Press Mention
The Haunted Palace Brat Productions' latest creation is equal parts play, tour and torture chamber
by Lauren F. Friedman, for Philadelphia City Paper
You enter a 10,000-square-foot warehouse in South Philly and proceed through 13 dim rooms, knowing only that, along the way, you can expect to encounter illusions, puppets, blood, a horde of insects, a masquerade ball and plenty of themes borrowed from Philly’s own Edgar Allan Poe. Are you game?
Brat Productions’ newest piece, Haunted Poe, walks the line between full-scale haunted house and edgy Poe adaptation. Michael Alltop, who came up with the idea, and Madi Distefano, the director, offered different perspectives on the production, but both agreed: This shit is going to be absolutely terrifying.
Leave the kids at home. Seriously.
City Paper: Where did the original concept come from?
Michael Alltop:Every time Halloween rolls around, I’ve thought about doing something with Poe that was scary, that was more than just reading the stories. I had an idea: Theater plus haunted house equals new experiential event for a large audience. But the scale of this is beyond anything that we’ve ever attempted before.
CP: How is this show different from what you’ve done before?
Madi Distefano:It’s really scary. It’s not just a series of creepy images from Poe and people reading creepy stuff. There are some scares in here that I personally would not be able to handle.
MA: The Insectarium is breeding cockroaches for us. We might have as many as 5,000.
CP: What kinds of developments have you seen since you began working?
MD: Once we started putting things together in the space, that’s when we were like, how do we do this? What comes first? And it’s doubled in size. It’s like we ordered a medium, and we got an extra, extra large. Why live life at full price?
MA: I think people who enjoy haunted houses will be entertained, but I also think that people who stay away from them because they may seem cheesy or cheap — there will be something for them too. I heard this phrase: “a thinking man’s haunted house.”
MD: It’s an everyman’s haunted house! I feel like coming at it from the other side, too, with Brat’s mission being to create new theatergoers. … They have a preconceived idea of what [theater] is, but they hear about this awesome haunted house that’s really scary, and they go with their friends, and then they realize: Oh, this is theater! Theater’s not what I thought it was.
MA: There’s this event-ness to the production that has nothing to do with sitting in a plush chair, getting a coat check and not being able to talk.
MD: You don’t watch it. You experience it.
CP: Without giving away surprises, can you tell me what the experience will be like for the audience?
MD: Small groups of people will be going through a set of chambers, and in each chamber, a different story [is] explored through a different medium. Some of them are environments, and some of them are spectacles and some of them are events that the audience attends. There’s a masked ball.
I just wanted to make a whole lot of scary shit. And beautiful, beautiful stuff — because with Poe, there’s horrific and grotesque, to be sure, but beautiful, too. And that’s so important.
CP: It sounds like you’re taking a lot of things that people might expect from haunted houses, but doing away with the clichés. Was that something that you thought about?
MD: Honestly, I think that most haunted houses rely almost exclusively on someone jumping out at you. That’s why haunted houses have these twists and turns, because you know something’s going to jump out at you — you just don’t know what. And sometimes you’ll round the corner and … wait, no one jumped out at you. But ah, they’re behind you!
The team has mined Poe’s work for more than just that one thrill. A lot of the intricacies of the design lend themselves to other possible scares than just someone jumping out at you.
CP: Can you tell me about the space?
MD: It’s a big 10,000-square-foot warehouse. We have built 13 theaters and 13 sets.
CP: How much Poe is in the show?
MD: If someone is a fan of Poe, a good portion will be recognizable to them. Otherwise, they’re just terrified and experiencing things. I don’t want people to think they’re going to a lecture, and I also don’t want people to think they’re going down a slimy hallway.
CP: Do you both like haunted houses? Do you like being scared?
MA: I love the anticipation of being scared … rather than when the scare actually happens.
MD: I can’t even handle the scary movies that my 14-year-old daughter watches. I am not a fan of haunted houses, and I am having so much fun creating things that I know would make me so terrified.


### TASK PROMPT:
One figure is wanted here: how many lines in the entries hold the word "legend".

+++ RECORDS SUPPLIED +++

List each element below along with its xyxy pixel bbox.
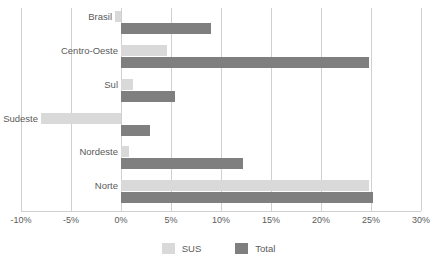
- legend-item-sus[interactable]: SUS: [162, 243, 202, 254]
- bar-total-norte: [121, 192, 373, 203]
- bar-group: [21, 177, 421, 211]
- gridline-30: [421, 8, 422, 211]
- x-tick-label: 20%: [312, 215, 330, 225]
- bar-total-sudeste: [121, 125, 150, 136]
- bar-group: [21, 110, 421, 144]
- legend-label: Total: [255, 243, 275, 254]
- category-label-centro-oeste: Centro-Oeste: [61, 45, 118, 56]
- bar-group: [21, 8, 421, 42]
- x-tick-label: 0%: [114, 215, 127, 225]
- plot-area: [21, 8, 421, 211]
- x-tick-label: 15%: [262, 215, 280, 225]
- chart-legend: SUSTotal: [0, 243, 437, 254]
- category-label-nordeste: Nordeste: [79, 146, 118, 157]
- x-tick-label: -10%: [10, 215, 31, 225]
- bar-sus-sudeste: [41, 113, 121, 124]
- bar-sus-centro-oeste: [121, 45, 167, 56]
- bar-sus-nordeste: [121, 146, 129, 157]
- legend-label: SUS: [182, 243, 202, 254]
- bar-total-centro-oeste: [121, 57, 369, 68]
- x-tick-label: 30%: [412, 215, 430, 225]
- legend-item-total[interactable]: Total: [235, 243, 275, 254]
- bar-group: [21, 76, 421, 110]
- bar-sus-brasil: [115, 11, 121, 22]
- legend-swatch-icon: [235, 243, 248, 254]
- category-label-brasil: Brasil: [88, 11, 112, 22]
- legend-swatch-icon: [162, 243, 175, 254]
- category-label-sul: Sul: [104, 79, 118, 90]
- bar-sus-norte: [121, 180, 369, 191]
- x-tick-label: 10%: [212, 215, 230, 225]
- x-tick-label: -5%: [63, 215, 79, 225]
- bar-total-nordeste: [121, 158, 243, 169]
- bar-chart: BrasilCentro-OesteSulSudesteNordesteNort…: [0, 0, 437, 267]
- x-axis-line: [21, 211, 421, 212]
- bar-total-brasil: [121, 23, 211, 34]
- category-label-sudeste: Sudeste: [3, 113, 38, 124]
- x-tick-label: 25%: [362, 215, 380, 225]
- category-label-norte: Norte: [95, 180, 118, 191]
- bar-sus-sul: [121, 79, 133, 90]
- x-tick-label: 5%: [164, 215, 177, 225]
- bar-total-sul: [121, 91, 175, 102]
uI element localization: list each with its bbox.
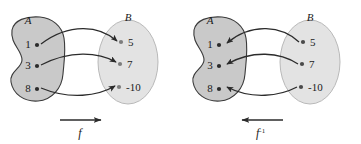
- element-dot-a-0: [35, 43, 39, 47]
- element-label-b-2: -10: [126, 81, 141, 93]
- element-label-b-inverse-1: 7: [309, 58, 315, 70]
- element-label-b-1: 7: [127, 58, 133, 70]
- element-dot-a-inverse-1: [217, 64, 221, 68]
- element-dot-a-inverse-2: [217, 87, 221, 91]
- element-label-a-1: 3: [25, 59, 31, 71]
- element-dot-b-2: [117, 85, 121, 89]
- element-dot-b-inverse-0: [301, 40, 305, 44]
- element-label-b-inverse-0: 5: [310, 36, 316, 48]
- map-label-inverse-exponent: -1: [259, 127, 265, 135]
- element-dot-b-0: [119, 40, 123, 44]
- element-label-a-inverse-1: 3: [207, 59, 213, 71]
- element-dot-a-1: [35, 64, 39, 68]
- set-b-label-inverse: B: [307, 11, 314, 23]
- element-dot-b-1: [118, 62, 122, 66]
- function-inverse-diagram: A B 1 3 8 5 7 -10 f A B 1 3 8: [0, 0, 361, 144]
- element-label-a-inverse-2: 8: [207, 82, 213, 94]
- set-b-label: B: [125, 11, 132, 23]
- element-label-a-inverse-0: 1: [207, 38, 213, 50]
- element-label-a-2: 8: [25, 82, 31, 94]
- element-dot-a-2: [35, 87, 39, 91]
- element-dot-b-inverse-2: [299, 85, 303, 89]
- element-label-b-0: 5: [128, 36, 134, 48]
- element-label-a-0: 1: [25, 38, 31, 50]
- set-a-label: A: [24, 14, 32, 26]
- element-dot-b-inverse-1: [300, 62, 304, 66]
- element-label-b-inverse-2: -10: [308, 81, 323, 93]
- element-dot-a-inverse-0: [217, 43, 221, 47]
- set-a-label-inverse: A: [206, 14, 214, 26]
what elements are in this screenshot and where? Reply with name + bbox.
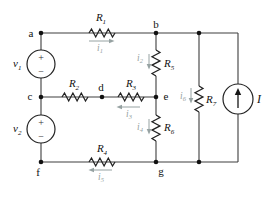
junction-bottom-r7-dot [197, 160, 202, 165]
v2-minus-sign: − [38, 131, 44, 142]
node-a-dot [39, 31, 44, 36]
node-d-dot [100, 95, 105, 100]
resistor-label-r6: R6 [163, 121, 175, 136]
node-f-dot [39, 160, 44, 165]
resistor-r1 [89, 29, 115, 37]
voltage-source-v1: + − [27, 50, 55, 78]
resistor-r7 [195, 86, 203, 112]
resistor-r3 [118, 93, 144, 101]
v2-plus-sign: + [38, 117, 44, 128]
current-label-i3: i3 [126, 109, 133, 120]
current-label-i4: i4 [137, 122, 144, 133]
junction-top-r7-dot [197, 31, 202, 36]
voltage-label-v1: v1 [13, 57, 21, 72]
resistor-label-r4: R4 [96, 142, 108, 157]
resistor-r2 [62, 93, 88, 101]
node-label-d: d [98, 81, 104, 93]
node-label-g: g [158, 165, 164, 177]
resistor-label-r3: R3 [125, 77, 137, 92]
current-label-i5: i5 [98, 172, 105, 183]
resistor-label-r1: R1 [95, 11, 106, 26]
node-label-c: c [28, 90, 33, 102]
node-g-dot [154, 160, 159, 165]
current-label-i1: i1 [97, 43, 103, 54]
current-label-i6: i6 [180, 91, 187, 102]
current-arrow-i5-head [89, 168, 95, 173]
node-label-b: b [153, 18, 159, 30]
resistor-r4 [89, 158, 115, 166]
v1-minus-sign: − [38, 66, 44, 77]
node-b-dot [154, 31, 159, 36]
current-source [223, 84, 253, 114]
voltage-source-v2: + − [27, 115, 55, 143]
node-label-f: f [36, 166, 40, 178]
current-arrow-i4-head [147, 129, 152, 135]
resistor-r6 [152, 115, 160, 141]
node-label-e: e [164, 90, 169, 102]
current-label-i2: i2 [137, 53, 144, 64]
voltage-label-v2: v2 [13, 122, 22, 137]
current-arrow-i3-head [117, 105, 123, 110]
node-label-a: a [29, 27, 34, 39]
resistor-label-r2: R2 [68, 77, 80, 92]
v1-plus-sign: + [38, 52, 44, 63]
node-e-dot [154, 95, 159, 100]
node-labels: a b c d e f g [28, 18, 169, 178]
current-source-label: I [256, 92, 262, 106]
node-c-dot [39, 95, 44, 100]
resistor-label-r5: R5 [163, 57, 175, 72]
current-arrow-i1-head [109, 39, 115, 44]
circuit-canvas: + − + − R1 [0, 0, 272, 199]
current-arrow-i6-head [189, 98, 194, 104]
resistor-r5 [152, 50, 160, 76]
resistor-label-r7: R7 [205, 93, 217, 108]
circuit-diagram: + − + − R1 [0, 0, 272, 199]
current-arrow-i2-head [147, 64, 152, 70]
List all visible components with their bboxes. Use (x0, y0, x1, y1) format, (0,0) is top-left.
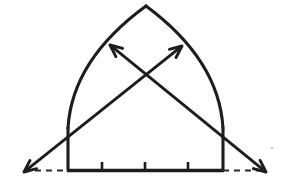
diagonal-line-left-to-upper-right (25, 47, 181, 172)
arrowhead-group (24, 45, 266, 172)
diagram-canvas (0, 0, 287, 190)
arch-diagram-svg (0, 0, 287, 190)
arch-outline-group (68, 6, 223, 170)
diagonal-line-right-to-upper-left (111, 46, 265, 172)
paper-speck (271, 147, 273, 149)
diagonal-arrow-group (25, 46, 265, 172)
arch-left-arc (68, 6, 146, 128)
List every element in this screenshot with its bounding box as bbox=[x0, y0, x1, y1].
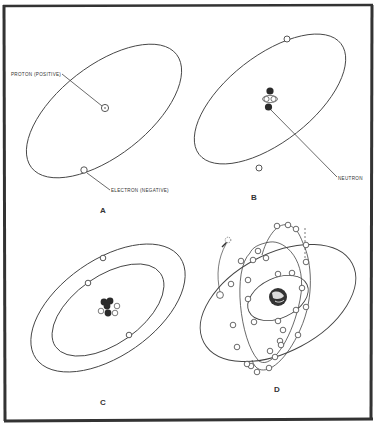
neutron-label: NEUTRON bbox=[338, 176, 363, 181]
panel-letter-d: D bbox=[274, 385, 280, 394]
panel-d-complex-atom: D bbox=[181, 220, 375, 394]
proton-icon bbox=[101, 104, 108, 111]
nucleus-icon bbox=[269, 288, 287, 306]
neutron-icon bbox=[265, 103, 272, 110]
atom-diagram-figure: PROTON (POSITIVE) ELECTRON (NEGATIVE) A … bbox=[0, 0, 377, 428]
panel-letter-b: B bbox=[251, 193, 257, 202]
electron-icon bbox=[284, 36, 290, 42]
panel-b-helium: NEUTRON B bbox=[173, 10, 368, 202]
electrons-group bbox=[217, 222, 309, 375]
electron-label: ELECTRON (NEGATIVE) bbox=[111, 188, 169, 193]
proton-icon bbox=[271, 96, 276, 101]
electron-icon bbox=[100, 255, 106, 261]
nucleus-icon bbox=[263, 87, 278, 110]
neutron-icon bbox=[266, 87, 273, 94]
electron-leader-line bbox=[87, 173, 110, 190]
proton-leader-line bbox=[62, 74, 102, 106]
electron-icon bbox=[256, 165, 262, 171]
panel-letter-c: C bbox=[100, 398, 106, 407]
electron-icon bbox=[81, 167, 87, 173]
panel-letter-a: A bbox=[100, 206, 106, 215]
nucleus-icon bbox=[98, 298, 120, 317]
escaping-electron-path bbox=[218, 244, 226, 292]
escaping-electron-icon bbox=[225, 237, 231, 243]
electron-icon bbox=[126, 332, 132, 338]
electron-icon bbox=[85, 280, 91, 286]
proton-label: PROTON (POSITIVE) bbox=[11, 72, 61, 77]
proton-icon bbox=[264, 96, 269, 101]
panel-c-lithium: C bbox=[8, 218, 207, 407]
figure-frame bbox=[3, 5, 373, 421]
panel-a-hydrogen: PROTON (POSITIVE) ELECTRON (NEGATIVE) A bbox=[4, 19, 204, 215]
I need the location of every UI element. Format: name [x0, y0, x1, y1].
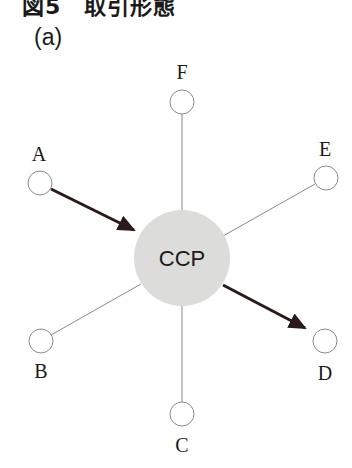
node-c	[170, 402, 194, 426]
ccp-diagram: CCP F A E B D C	[0, 0, 352, 468]
node-d-label: D	[318, 362, 332, 384]
edge-e-ccp	[223, 184, 315, 236]
node-e	[314, 166, 338, 190]
arrow-a-to-ccp	[51, 189, 134, 230]
node-b	[29, 329, 53, 353]
node-a	[28, 171, 52, 195]
node-b-label: B	[34, 360, 47, 382]
node-a-label: A	[32, 143, 47, 165]
node-c-label: C	[175, 434, 188, 456]
ccp-label: CCP	[159, 246, 205, 271]
node-d	[313, 329, 337, 353]
edge-b-ccp	[51, 284, 141, 335]
arrow-ccp-to-d	[223, 285, 305, 328]
node-e-label: E	[319, 138, 331, 160]
node-f-label: F	[176, 61, 187, 83]
node-f	[170, 90, 194, 114]
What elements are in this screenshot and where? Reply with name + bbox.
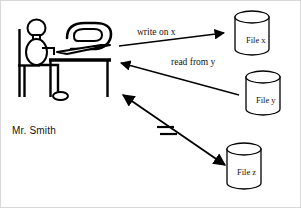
data-store-file-x [235,11,269,55]
actor-label-mr-smith: Mr. Smith [12,126,56,136]
computer-icon [57,23,111,54]
data-store-label-file-y: File y [256,96,276,105]
edge-label-write-on-x: write on x [137,28,176,38]
data-store-label-file-z: File z [237,168,256,177]
data-store-file-z [227,143,261,189]
edge-label-read-from-y: read from y [171,58,215,68]
cylinder-top-icon [235,11,269,23]
edge-read-from-y-line [121,63,239,95]
edge-access-z [123,95,225,165]
cylinder-top-icon [246,71,280,83]
edge-read-from-y [121,63,239,95]
edge-access-z-line [123,95,225,165]
actor-head-icon [28,20,46,37]
cylinder-top-icon [227,143,261,155]
actor-leg-icon [39,65,58,94]
data-store-label-file-x: File x [246,36,266,45]
actor-foot-icon [53,92,68,100]
actor-torso-icon [26,39,47,65]
data-store-file-y [246,71,280,115]
monitor-screen-icon [74,29,102,41]
diagram-canvas: write on x read from y File x File y Fil… [0,0,301,208]
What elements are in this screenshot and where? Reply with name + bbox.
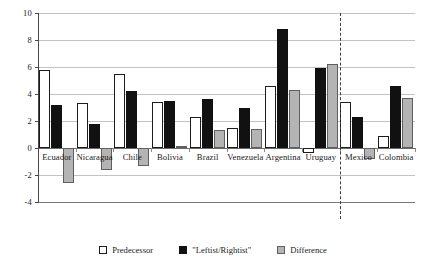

+++

### WRITTEN RESPONSE:
7